As if this were not enough, the defendants have a compelling alternative ground for affirmance: that they are not state actors—that the actions of the hospital which Dr. Babchuk claims harmed him and his professional corporation cannot be attributed to the State of Indiana and thus were not committed under color of state law and so cannot be a basis for a constitutional suit. About this defense the district judge said that “a reasonable jury could conclude either that Defendants were acting under color of state law or that they were not.” That was incorrect; clearly they were not acting under color of law.
The defendant that comes closest to being an arm of the state is Indiana University Health, Inc. (IU Health, the parties call it), the owner of Tipton Hospital. Actually IU Health is at least formally private, as the “Inc.” at the end of its name implies, but some members of its governing board are elected by the trustees of Indiana University, a state university. And the operating expenses of the university's medical school are paid from IU Health's revenues, which in turn derive in part from Tipton Hospital. So there are connections between the hospital and the state university. But those connections do not make the hospital's termination of Dr. Babchuk's privileges state action. Tipton Hospital is private and everyone involved in the termination of his privileges was a physician on the hospital's medical staff except the hospital's CEO, who is an employee of IU Health but whose vote on the summary suspension was unnecessary because three qualified members of the medical staff had already agreed on suspension. Although Babchuk had a right to appeal to the hospital's board of directors, some of whom had been appointed by IU Health, he did not appeal.

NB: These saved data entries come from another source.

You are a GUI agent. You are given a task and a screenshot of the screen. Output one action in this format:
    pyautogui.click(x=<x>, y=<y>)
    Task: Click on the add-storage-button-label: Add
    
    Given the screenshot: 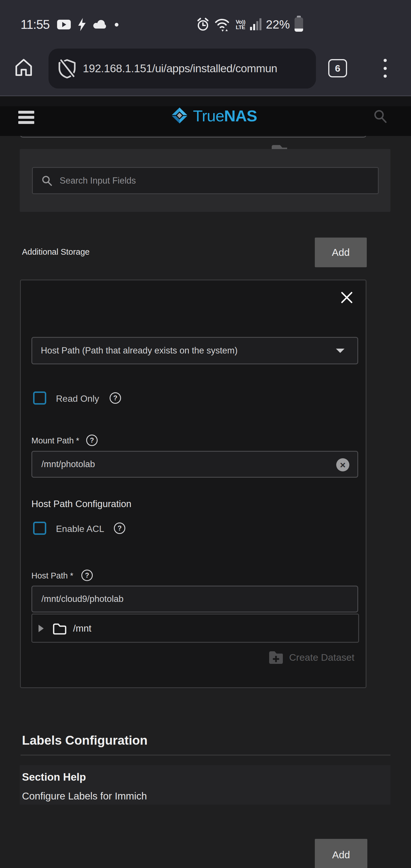 What is the action you would take?
    pyautogui.click(x=341, y=252)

So this is not a case in which “it can be said that the State is responsible for the specific conduct of which the plaintiff complains.” Blum v. Yaretsky, 457 U.S. 991, 1004, 102 S.Ct. 2777, 73 L.Ed.2d 534 (1982) (emphasis in original). The fact that some of Tipton Hospital's revenues are siphoned off to the state university no more makes the hospital a state actor than the fact that tax laws siphon income from private companies and individuals to state and federal treasuries. The university may well exert pressure direct and indirect on Tipton Hospital, just as federal and state governments in manifold ways exert pressure on private institutions. Government is omnipresent; that doesn't make all employees of private entities state actors.